Quote Originally Posted by Cecil Turner View Post
Totally inapt. This isn't a backyard outing, it's a wartime engagement in which the convoy in question had already been fired upon.
Thanks, that's what I waited for.

This is the core of the problem. Any attitude like "we are soldiers in a war zone, thus we are above the law and our lives are more worth than civilian lives, we can kill civilians for the smallest of reasons" is simply wrong.

It may have become institutional culture in some places, but that doesn't change the fact that it's just wrong. It merely casts a damning light on the institution.
Soldiers are not above the law, they cannot re-define terms, they are not allowed to shoot civilians trying to evac wounded.


In addition to that, you seem to purposefully ignore the Geneva Convention quoted earlier in this thread.

GC III was ratified by the U.S. and Iraq and forbids the attack on the van without doubt. It needs no red-white paint job at all.

Art 3. In the case of armed conflict not of an international character occurring in the territory of one of the High Contracting Parties, each Party to the conflict shall be bound to apply, as a minimum, the following
provisions:

(1) Persons taking no active part in the hostilities, including members of armed forces who have laid down their arms and those placed hors de combat by sickness, wounds, detention, or any other cause, shall in all circumstances be treated humanely, without any adverse distinction founded on race, colour, religion or faith, sex, birth or wealth, or any other similar criteria. To this end the following acts are and shall remain prohibited at any time and in any place whatsoever with respect to the above-mentioned persons:
(a) violence to life and person, in particular murder of all kinds, mutilation, cruel treatment and torture;
(...)
You guys should really have a milieu change and get out of the "war and soldiers are special" group think. Murder is murder, crime is crime and the van scene was beyond doubt a war crime.
The only thing that's so special about war in this regard is that a murder has been turned into a war crime. Killing unarmed people who merely want to move a wounded man into a hospital with aimed fire is a crime, no matter war or peace.

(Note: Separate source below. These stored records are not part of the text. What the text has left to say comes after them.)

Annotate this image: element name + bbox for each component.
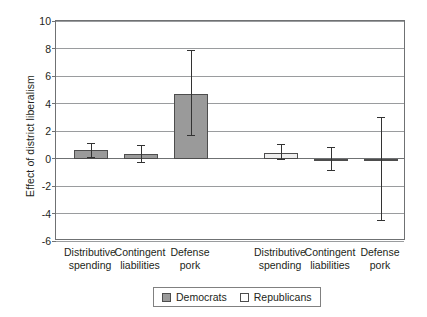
gridline--6: [56, 241, 404, 242]
x-axis-label-democrats-1: Contingentliabilities: [112, 246, 168, 271]
error-bar-cap-lower: [187, 135, 195, 136]
x-axis-label-line1: Defense: [162, 246, 218, 259]
y-tick-label-10: 10: [5, 21, 51, 22]
error-bar-cap-upper: [377, 117, 385, 118]
x-axis-label-line2: spending: [252, 259, 308, 272]
legend-entry-democrats: Democrats: [162, 291, 227, 303]
error-bar-cap-upper: [187, 50, 195, 51]
y-tick-mark--4: [52, 213, 56, 214]
y-tick-label--6: -6: [5, 241, 51, 242]
y-tick-mark--6: [52, 241, 56, 242]
error-bar-cap-lower: [327, 170, 335, 171]
x-axis-label-line2: liabilities: [302, 259, 358, 272]
legend-swatch-republicans: [240, 293, 249, 302]
legend: DemocratsRepublicans: [153, 287, 321, 307]
x-axis-label-republicans-2: Defensepork: [352, 246, 408, 271]
y-tick-mark-8: [52, 48, 56, 49]
y-tick-label-0: 0: [5, 159, 51, 160]
y-tick-label-6: 6: [5, 76, 51, 77]
gridline--2: [56, 186, 404, 187]
gridline--4: [56, 213, 404, 214]
error-bar-line: [191, 50, 192, 135]
error-bar-line: [141, 145, 142, 162]
error-bar-cap-upper: [277, 144, 285, 145]
gridline-0: [56, 158, 404, 159]
y-tick-mark-6: [52, 76, 56, 77]
gridline-4: [56, 103, 404, 104]
gridline-2: [56, 131, 404, 132]
error-bar-cap-lower: [377, 220, 385, 221]
y-tick-mark--2: [52, 186, 56, 187]
x-axis-label-line2: pork: [352, 259, 408, 272]
x-axis-label-republicans-1: Contingentliabilities: [302, 246, 358, 271]
x-axis-label-line1: Contingent: [302, 246, 358, 259]
plot-area: 1086420-2-4-6: [55, 20, 405, 240]
y-tick-mark-0: [52, 158, 56, 159]
legend-entry-republicans: Republicans: [240, 291, 312, 303]
x-axis-label-line1: Contingent: [112, 246, 168, 259]
x-axis-label-line1: Distributive: [62, 246, 118, 259]
y-tick-label-8: 8: [5, 49, 51, 50]
x-axis-label-line2: pork: [162, 259, 218, 272]
error-bar-line: [381, 117, 382, 221]
chart-figure: Effect of district liberalism 1086420-2-…: [0, 0, 427, 317]
error-bar-cap-lower: [87, 157, 95, 158]
x-axis-label-democrats-0: Distributivespending: [62, 246, 118, 271]
gridline-6: [56, 76, 404, 77]
x-axis-label-line1: Distributive: [252, 246, 308, 259]
error-bar-cap-upper: [87, 143, 95, 144]
y-tick-mark-2: [52, 131, 56, 132]
legend-swatch-democrats: [162, 293, 171, 302]
error-bar-line: [91, 143, 92, 157]
error-bar-line: [331, 147, 332, 170]
x-axis-label-line2: spending: [62, 259, 118, 272]
gridline-10: [56, 21, 404, 22]
error-bar-cap-upper: [327, 147, 335, 148]
y-tick-mark-10: [52, 21, 56, 22]
x-axis-label-republicans-0: Distributivespending: [252, 246, 308, 271]
x-axis-label-line1: Defense: [352, 246, 408, 259]
error-bar-cap-lower: [137, 162, 145, 163]
legend-label: Republicans: [254, 291, 312, 303]
error-bar-cap-lower: [277, 159, 285, 160]
error-bar-cap-upper: [137, 145, 145, 146]
y-tick-label--2: -2: [5, 186, 51, 187]
legend-label: Democrats: [176, 291, 227, 303]
x-axis-label-line2: liabilities: [112, 259, 168, 272]
y-tick-mark-4: [52, 103, 56, 104]
y-tick-label-4: 4: [5, 104, 51, 105]
y-tick-label-2: 2: [5, 131, 51, 132]
error-bar-line: [281, 144, 282, 159]
gridline-8: [56, 48, 404, 49]
y-axis-title: Effect of district liberalism: [24, 31, 36, 241]
y-tick-label--4: -4: [5, 214, 51, 215]
x-axis-label-democrats-2: Defensepork: [162, 246, 218, 271]
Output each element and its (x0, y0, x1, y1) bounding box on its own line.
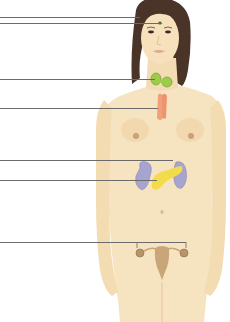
ovary-right (180, 249, 188, 257)
head (141, 12, 179, 64)
ovary-left (136, 249, 144, 257)
leader-line-pineal (0, 17, 140, 18)
thymus-gland (157, 94, 167, 121)
leader-line-pituitary (0, 23, 162, 24)
leader-line-adrenal (0, 160, 173, 161)
leader-line-pancreas (0, 180, 157, 181)
leader-line-ovaries (0, 242, 186, 243)
left-eye (148, 31, 154, 34)
figure-illustration (0, 0, 230, 322)
endocrine-diagram (0, 0, 230, 322)
leader-line-thymus (0, 108, 158, 109)
leader-line-thyroid (0, 79, 155, 80)
right-eye (165, 31, 171, 34)
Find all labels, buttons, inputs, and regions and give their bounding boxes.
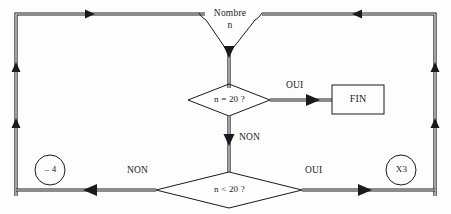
arrowhead-less-yes-right [358,184,372,196]
edge-label-equal-yes: OUI [286,81,304,91]
arrowhead-merge-down [224,46,235,58]
arrowhead-less-no-left [83,184,97,196]
node-decision-less-label: n < 20 ? [208,185,251,194]
node-operation-times-three-label: X3 [387,165,416,174]
flowchart-canvas: .dbl { fill: none; stroke: #1a1a1a; stro… [0,0,451,214]
node-terminal-end-label: FIN [332,94,384,105]
arrowhead-right-up-2 [431,118,440,128]
edge-label-equal-no: NON [239,133,260,143]
arrowhead-left-up-1 [12,62,21,72]
edge-label-less-yes: OUI [305,166,323,176]
node-operation-minus-four-label: – 4 [36,165,65,174]
flowchart-svg: .dbl { fill: none; stroke: #1a1a1a; stro… [0,0,451,214]
arrowhead-top-left-right [85,10,95,19]
node-input-merge-label-line2: n [206,21,254,31]
arrowhead-equal-no-down [224,134,235,146]
edge-label-less-no: NON [127,166,148,176]
arrowhead-left-up-2 [12,118,21,128]
arrowhead-to-fin [306,94,320,106]
arrowhead-right-up-1 [431,62,440,72]
arrowhead-top-right-left [352,10,362,19]
node-input-merge-label-line1: Nombre [206,9,254,19]
node-decision-equal-label: n = 20 ? [209,95,250,104]
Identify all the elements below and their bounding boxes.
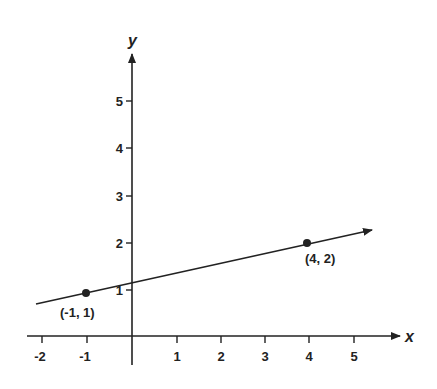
x-tick-label: 4 xyxy=(305,349,313,364)
y-tick-label: 2 xyxy=(116,236,123,251)
point-a-marker xyxy=(82,289,90,297)
y-axis-label: y xyxy=(127,32,138,49)
y-tick-labels: 1 2 3 4 5 xyxy=(116,94,124,298)
coordinate-plane: x y -2 -1 1 2 3 4 5 1 2 3 4 5 (-1, xyxy=(0,0,437,389)
y-tick-label: 3 xyxy=(116,189,123,204)
x-tick-labels: -2 -1 1 2 3 4 5 xyxy=(34,349,357,364)
x-tick-label: 3 xyxy=(261,349,268,364)
point-b-label: (4, 2) xyxy=(305,251,335,266)
x-axis-label: x xyxy=(404,328,415,345)
x-tick-label: 5 xyxy=(350,349,357,364)
x-tick-label: 1 xyxy=(173,349,180,364)
x-tick-label: -2 xyxy=(34,349,46,364)
x-tick-label: 2 xyxy=(217,349,224,364)
y-tick-label: 5 xyxy=(116,94,123,109)
y-ticks xyxy=(126,101,132,290)
x-ticks xyxy=(42,336,354,343)
point-a-label: (-1, 1) xyxy=(60,305,95,320)
point-b-marker xyxy=(303,239,311,247)
y-tick-label: 4 xyxy=(116,141,124,156)
x-tick-label: -1 xyxy=(79,349,91,364)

The whole affair will simply add to the reputation, national security and foreign policy problems of the U.S..
Pro war crime excuses on an internationally accessible forum only add to the unappreciated effect. Every excuse of the attack on unarmed medevac effort by civilians simply tells the world: "This is what we do and we think it's right. Expect more."

This extreme unreadiness to correct own faults is a recurrent theme in U.S . policy and the GWOT. Take the Guantanamo example. First this extralegal extradition (much of it outright illegal, such as abduction of people in Europe) and then the unreadiness to correct it by accepting these abducted persons either in a domestic prison for criminals or in a POW camp.


Guess what? This kind of #### is the reason why you have so many troubles with foreigners in the first place (and it certainly sabotaged the military mission in both Iraq & AFG).